Reports in China said that after the submarine was detected by sonar, it was pursued by two Chinese destroyers and an anti-submarine helicopter.
The Chinese ships had been on passage to take part in anti-piracy patrols.
The two sides were reportedly trying to test each other's sonar systems for weaknesses.
However, the Indian navy says none of its submarines was forced to surface in the area.
"None of our submarines surfaced in the Gulf of Aden region as reported in a section of the Chinese media," a naval official told Indian reporters.
Several Indian newspapers reported the allegations, and cited Indian naval sources as admitting their submarine had tracked the Chinese warships. "Every nation does it," one was quoted as saying.
Chinese submarines surprised the US navy in October 2006, by successfully tracking the USS Kitty Hawk in the Pacific Ocean.
Stand-off?
Several versions of one report on the incident were circulating on Chinese websites this week, including Sina.com and QQ.
These claimed that a tense stand-off occurred between Chinese warships and an Indian submarine on 15 January near the Bab Al-Mandab Strait, which separates Yemen and Djibouti, at the western end of the Gulf of Aden.
The Chinese destroyers had picked up an unidentified submarine on their sonar, the reports said.
The Chinese navy soon identified it as a 70m-long (230ft) vessel armed with 20 torpedoes.
The Chinese reports said the Chinese ships had sent an anti-submarine helicopter to help track the submarine, which had tried to jam the Chinese warships' sonar system.
But the two destroyers eventually cornered the submarine and forced it to surface, reports said. The Indian vessel then apparently left without further confrontation.
Chinese media said the submarine had been trailing the Chinese ships since they had entered the Indian Ocean on the way to Somalia.
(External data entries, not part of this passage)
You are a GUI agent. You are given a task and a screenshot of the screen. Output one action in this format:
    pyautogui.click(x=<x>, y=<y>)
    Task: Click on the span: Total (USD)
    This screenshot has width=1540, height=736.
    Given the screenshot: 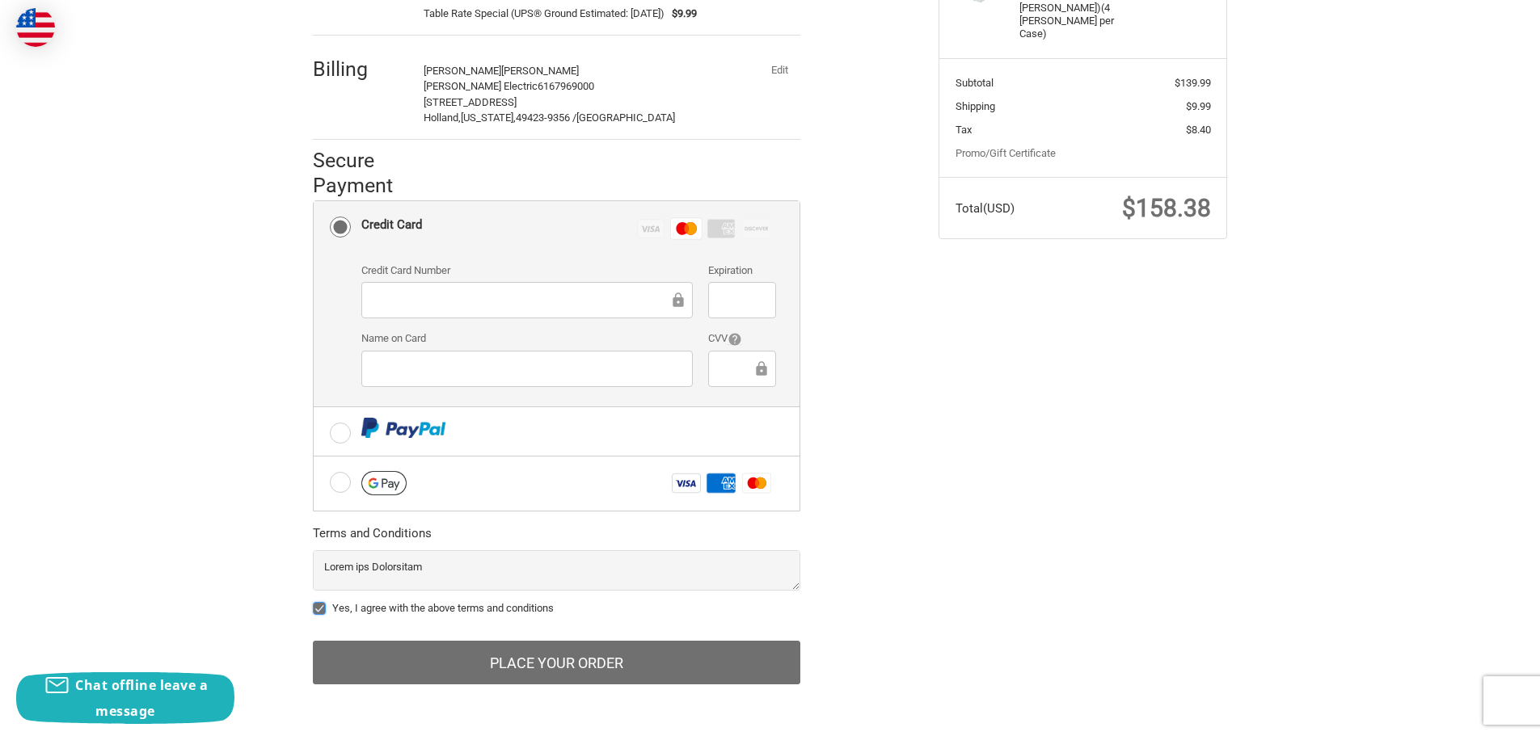 What is the action you would take?
    pyautogui.click(x=984, y=209)
    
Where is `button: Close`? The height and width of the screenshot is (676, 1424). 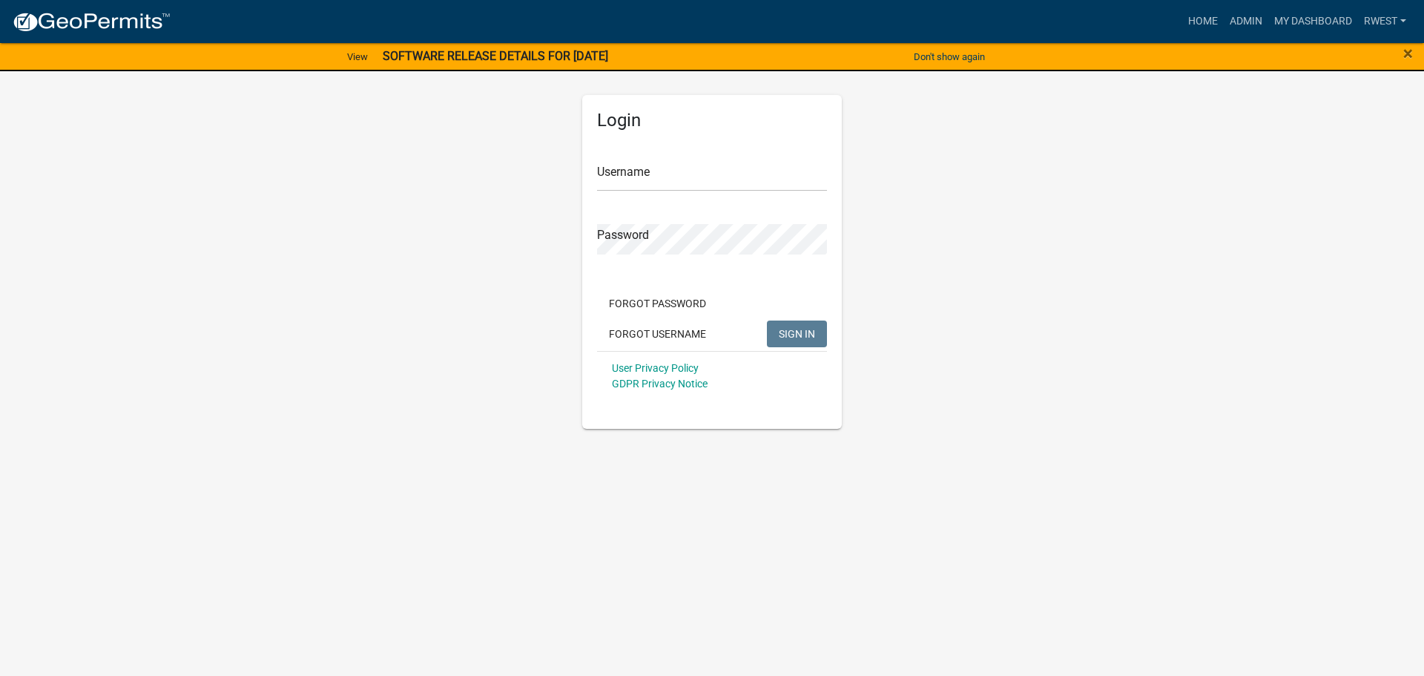
button: Close is located at coordinates (1408, 53).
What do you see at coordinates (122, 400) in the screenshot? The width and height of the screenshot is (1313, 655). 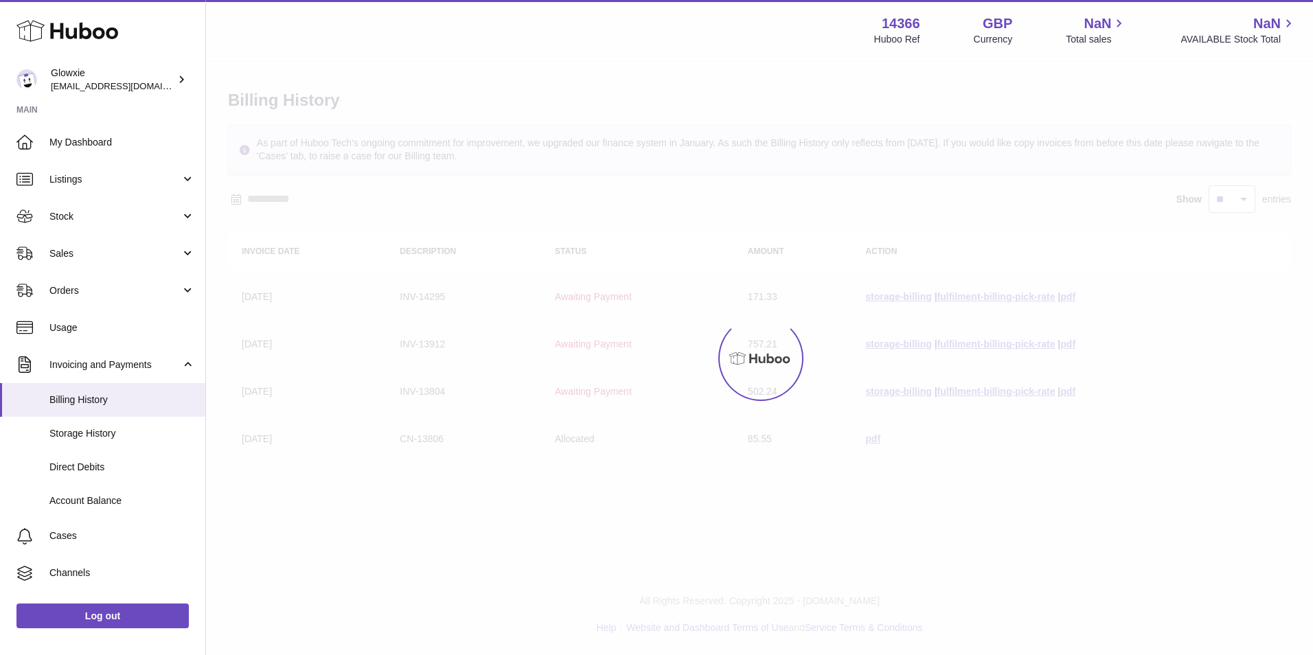 I see `span: Billing History` at bounding box center [122, 400].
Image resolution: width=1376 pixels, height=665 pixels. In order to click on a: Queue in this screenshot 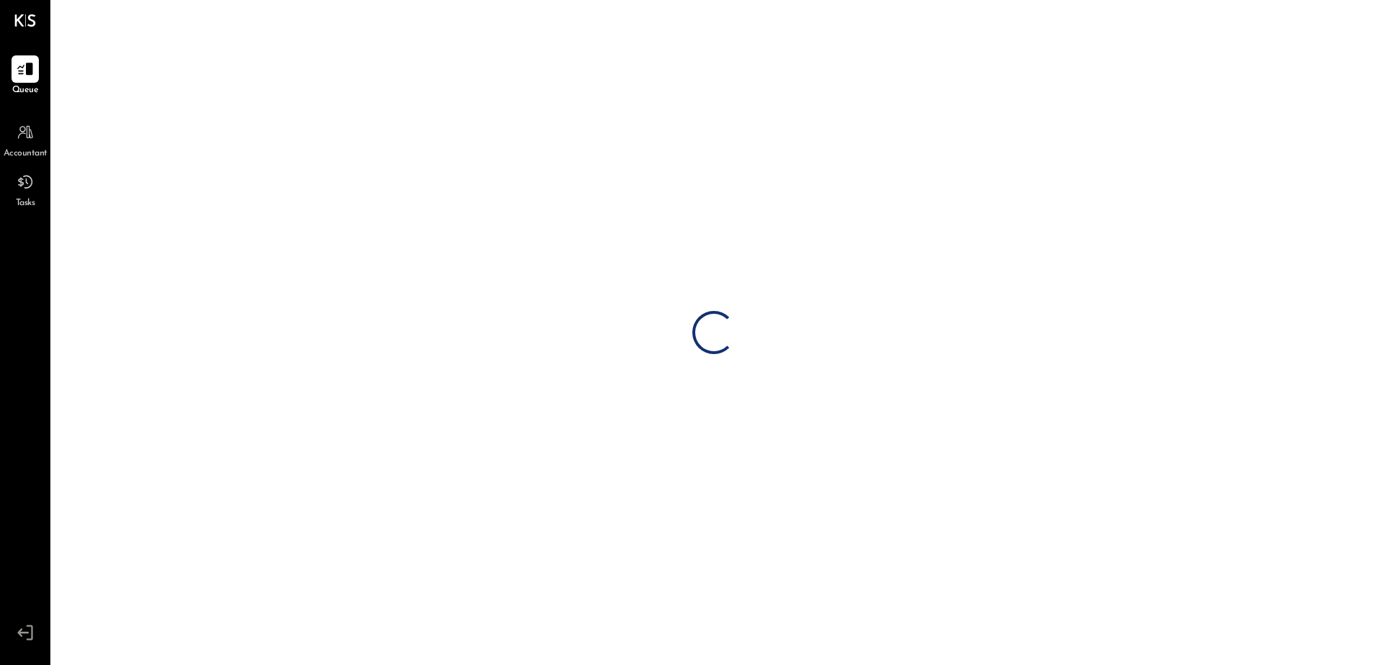, I will do `click(25, 76)`.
But India has denied the reports, which have also not been carried by China's official news outlets, Xinhua and the China Daily.
There were more than 100 pirate attacks in 2008 in the Gulf of Aden and Indian Ocean, in what is one of the world's busiest shipping lanes.
An EU anti-piracy task force set up in December was the first such naval operation of its kind. India, Iran, the US and China are among other nations with naval forces off Somalia.